The rise of the Jets from perennial battlers over the past decade to grand finalists was one of the stories of 2014-15, but the challenge is to back it up again next season and not just be one-hit wonders.
And what about the recruits into the competition – Eaglehawk’s Shaun Knott (38 wickets, 125 runs); Huntly-North Epsom’s Adam Ward (520 runs, 30 wickets); and White Hills’ Mitch Winter-Irving (402 runs, 18 wickets) all joined the BDCA and played for Victoria Country.
As did Eaglehawk’s Richard Tibbett, giving the BDCA four of the 13 members of the Vic Country team for the Australian Country Cricket Championships, which were superbly hosted in Bendigo during January.
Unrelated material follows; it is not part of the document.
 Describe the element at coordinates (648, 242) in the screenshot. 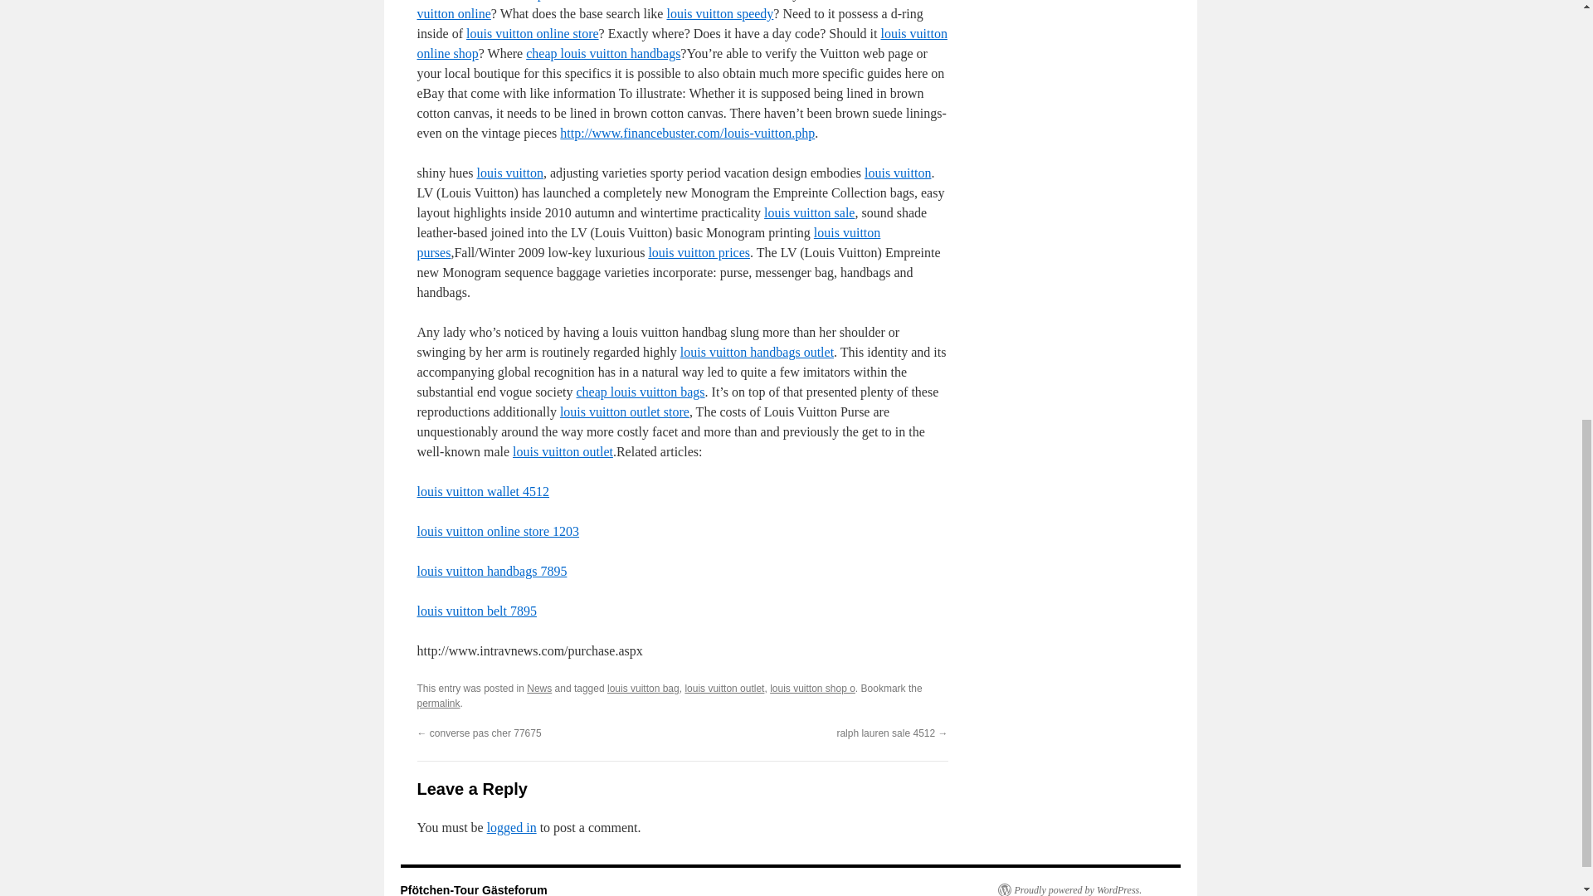

I see `louis vuitton purses` at that location.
There was innovation in the first ever two-day game played under lights at the QEO with a pink ball between Kangaroo Flat and White Hills in one of those games decided by seven runs or less; while four clubs celebrated flags – Strathdale (first XI); Golden Square (second XI); Strathfieldsaye (third XI); and Bendigo (Twenty20 and under-18).
Apart from the near-miss by 12 runs in the Melbourne Country Week final against Sale-Maffra last month, there wasn’t much else the BDCA could have asked from its 2014-15 season.
The gripping finish to the grand final last Sunday was just the icing on the cake.